The Outer Worlds 2 Doesn't Quite Reach the Heights

Bigger isn't always improved. It's an old adage, but it's also the truest way to encapsulate my impressions after spending five dozen hours with The Outer Worlds 2. The development team expanded on everything to the sequel to its 2019 futuristic adventure — more humor, enemies, firearms, characteristics, and settings, all the essentials in games like this. And it functions superbly — initially. But the weight of all those ambitious ideas leads to instability as the hours wear on.

A Powerful Opening Act

The Outer Worlds 2 establishes a solid first impression. You belong to the Terran Directorate, a altruistic organization focused on restraining unscrupulous regimes and businesses. After some serious turmoil, you find yourself in the Arcadia region, a colony divided by hostilities between Auntie's Choice (the outcome of a combination between the original game's two big corporations), the Protectorate (collectivism extended to its worst logical conclusion), and the Order of the Ascendant (reminiscent of the Church, but with mathematics in place of Jesus). There are also a series of tears creating openings in the fabric of reality, but at this moment, you urgently require access a transmission center for critical messaging needs. The problem is that it's in the heart of a warzone, and you need to figure out how to get there.

Like its predecessor, Outer Worlds 2 is a first-person role-playing game with an main narrative and dozens of secondary tasks spread out across various worlds or zones (expansive maps with a lot to uncover, but not open-world).

The opening region and the journey of getting to that communication station are spectacular. You've got some goofy encounters, of course, like one that includes a rancher who has fed too much sugary cereal to their beloved crustacean. Most guide you to something useful, though — an unforeseen passage or some additional intelligence that might provide an alternate route ahead.

Notable Moments and Overlooked Opportunities

In one unforgettable event, you can come across a Protectorate deserter near the overpass who's about to be killed. No task is tied to it, and the only way to discover it is by searching and paying attention to the background conversation. If you're quick and alert enough not to let him get slain, you can preserve him (and then protect his defector partner from getting killed by monsters in their refuge later), but more connected with the task at hand is a energy cable concealed in the foliage in the vicinity. If you follow it, you'll discover a concealed access point to the communication hub. There's a different access point to the station's underground tunnels hidden away in a cavern that you may or may not notice depending on when you pursue a certain partner task. You can locate an readily overlooked character who's key to rescuing a person 20 hours later. (And there's a stuffed animal who indirectly convinces a team of fighters to fight with you, if you're nice enough to save it from a danger zone.) This initial segment is rich and exciting, and it feels like it's overflowing with deep narrative possibilities that compensates you for your exploration.

Waning Anticipations

Outer Worlds 2 fails to meet those initial expectations again. The following key zone is arranged comparable to a level in the initial title or Avowed — a expansive territory dotted with key sites and side quests. They're all thematically relevant to the conflict between Auntie's Choice and the Order of the Ascendant, but they're also short stories separated from the main story in terms of story and spatially. Don't look for any world-based indicators directing you to fresh decisions like in the initial area.

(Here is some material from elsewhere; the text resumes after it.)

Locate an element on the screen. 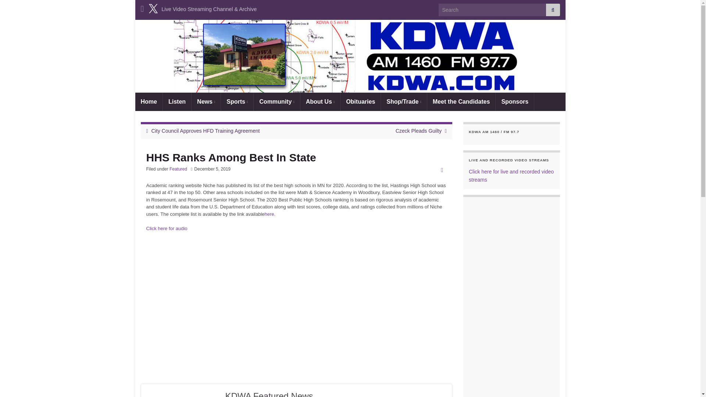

In spite of pushing you toward some difficult choices, what you do in this region's secondary tasks is inconsequential. Like, it really doesn't matter, to the point where whether you permit atrocities or guide a band of survivors to their demise culminates in nothing but a throwaway line or two of dialogue. A game doesn't need to let every quest affect the story in some significant, theatrical manner, but if you're forcing me to decide a faction and pretending like my decision is important, I don't think it's unreasonable to anticipate something more when it's concluded. When the game's previously demonstrated that it is capable of more, anything less appears to be a compromise. You get more of everything like the developers pledged, but at the cost of complexity.

Ambitious Plans and Absent Tension

The game's middle section endeavors an alike method to the main setup from the opening location, but with clearly diminished style. The concept is a daring one: an interconnected mission that covers several locations and urges you to request help from different factions if you want a smoother path toward your aim. Beyond the repeated framework being a little tiresome, it's also lacking the drama that this sort of circumstance should have. It's a "deal with the demon" moment. There should be hard concessions. Your connection with any group should be important beyond making them like you by completing additional missions for them. All this is missing, because you can merely power through on your own and complete the mission anyway. The game even takes pains to give you means of doing this, pointing out different ways as additional aims and having partners advise you where to go.

It's a consequence of a wider concern in Outer Worlds 2: the apprehension of permitting you to feel dissatisfied with your choices. It often exaggerates out of its way to guarantee not only that there's an alternate route in frequent instances, but that you realize its presence. Secured areas almost always have multiple entry methods signposted, or nothing worthwhile internally if they fail to. If you {can't

Colleen Ross
Colleen Ross

A dedicated early childhood educator with over 10 years of experience, passionate about fostering learning through play and creativity.